There is a brief sequel to the story. The next spring an enterprising trader brought up in his ship a three-holed bidarka from Unalaska. When the ship was stopped by the ice, he manned the bidarka, and went on, paddled by two men. He reached the village of death through the narrow leads opening in the pack. Here he found no living thing save the foxes and crows making revel among the bodies of the dead. But he found much store of whalebone and ivory,—so much that he reaped a harvest and was able to visit the capitals of Europe in the style of a bonanza king. Yet, after all, what he got was not the half of the store the ships had accumulated during their summer cruise. What had become of the balance? Let us see.

Harluk would not join Harry and Joe in their exploration of Nunaria. It sufficed for him to point it out from the bluff opposite. They set out alone. Strange sights met their eyes in this village. Traces of former topeks could be found here and there by the white bones, which showed in the grass. Others built of stone had partly fallen in, but still in part retained their shape. From one of these a white fox bounded, and, on looking within, they found a litter of young foxes snuggled within the remnants of some ancient fur garments, among the bones of the man that had worn them. Here an arm bone was stretched out through the tundra grass, as if reaching up for aid. There a white skull grinned at them from the dark corner of a tumbled heap of rocks which had been a home of the ancient village. They found the brass cover of a ship’s binnacle over the ashes of a long-abandoned fire. The dark and mouldy remnants of an uneaten meal were in this strange pot, showing to what base uses the tribes had put the ship’s instruments. Scattered about in inconceivable confusion that time could not obliterate were the useless fragments of the loot of the ships,—rotten ropes, decayed canvas, rusty iron, blocks, and wooden wreckage of all sorts, grown with tundra moss, half buried in waving grass, yet visible still in dismal disorder. There were many spots, very many, where this grass was longer and greener than the rest, and they knew that underneath were the bones of the dead of that dread winter of too much plenty.

In one of the igloos they found a couple of splendid walrus tusks, half hidden in a corner, and in two others single slabs of whalebone, still but little harmed by the weather and the passage of time.

“Queer there isn’t more of this stuff,” said Harry, as he kicked out the slab of whalebone from the dark and grewsome hole.

“I don’t think so,” replied Joe. “Of course the traders and whalemen knew of the place and carried off all they could find. They never got half that was on the ships, though. I imagine the natives never brought it off, but that it was burned or sunk with the vessels.”

“Hum,” said Harry. “But it might pay us to look pretty closely.”

Joe looked at him with a new thought in his eye. “Do you think so?” he said, meditatively.

“Why not?” asked Harry in reply, and they continued their search. Yet they found nothing more of value among the igloos or on the tundra. It was after they had given up the search and were on their way back along the low bluff that they made a further discovery.

“Harluk told about part of the village that lived in what he called a ‘kitekook.’ What sort of an igloo is that?”

“That’s so,” replied Joe; “I had forgotten. Why, ‘kitekook’ is the Point Hope word for cave. We haven’t seen any caves yet. They would be in the bluff, seems to me.”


Which lines have the string "Image"? Copy all of them from the entries below.

Provided entries
# # # # # # #
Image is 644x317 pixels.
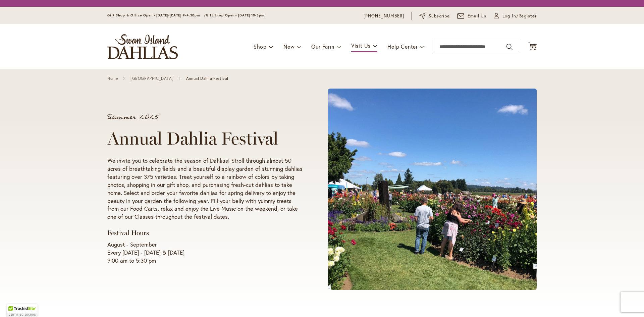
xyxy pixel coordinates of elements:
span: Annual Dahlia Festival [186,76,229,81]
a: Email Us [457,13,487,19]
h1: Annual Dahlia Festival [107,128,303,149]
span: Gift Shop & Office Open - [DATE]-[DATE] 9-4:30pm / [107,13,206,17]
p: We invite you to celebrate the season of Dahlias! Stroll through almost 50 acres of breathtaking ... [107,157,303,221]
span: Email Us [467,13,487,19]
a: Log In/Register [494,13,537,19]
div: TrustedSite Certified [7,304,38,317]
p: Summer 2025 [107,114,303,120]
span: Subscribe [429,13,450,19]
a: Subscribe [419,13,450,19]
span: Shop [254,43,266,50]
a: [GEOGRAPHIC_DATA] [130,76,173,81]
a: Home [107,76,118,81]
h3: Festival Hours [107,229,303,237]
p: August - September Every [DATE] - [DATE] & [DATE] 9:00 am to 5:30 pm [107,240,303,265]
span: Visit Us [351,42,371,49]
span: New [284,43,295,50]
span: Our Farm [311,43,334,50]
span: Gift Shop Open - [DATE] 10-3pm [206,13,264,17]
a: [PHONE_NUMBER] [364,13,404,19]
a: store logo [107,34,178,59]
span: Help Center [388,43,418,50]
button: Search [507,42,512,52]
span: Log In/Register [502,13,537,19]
# # # # # # #
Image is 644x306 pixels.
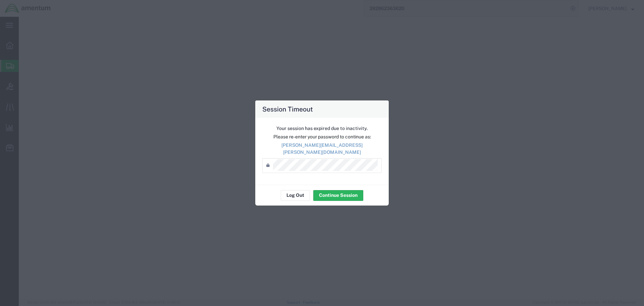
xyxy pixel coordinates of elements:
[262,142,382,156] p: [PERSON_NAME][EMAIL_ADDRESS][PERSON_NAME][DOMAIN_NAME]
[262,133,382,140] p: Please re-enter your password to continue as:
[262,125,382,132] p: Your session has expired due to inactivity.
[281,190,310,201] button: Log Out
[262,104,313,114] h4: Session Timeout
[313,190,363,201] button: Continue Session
# # # # # # #
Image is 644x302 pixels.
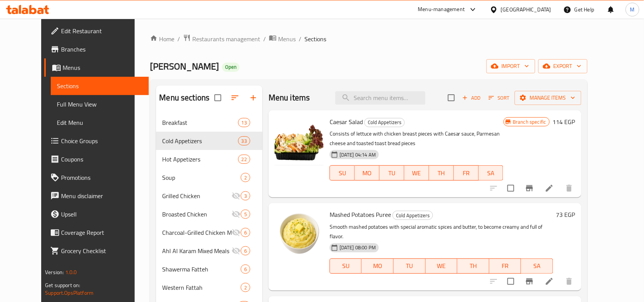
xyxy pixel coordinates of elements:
# # # # # # #
Result below
Image is 644x317 pixels.
Image is 644x306 pixels.
Image is 644x302 pixels.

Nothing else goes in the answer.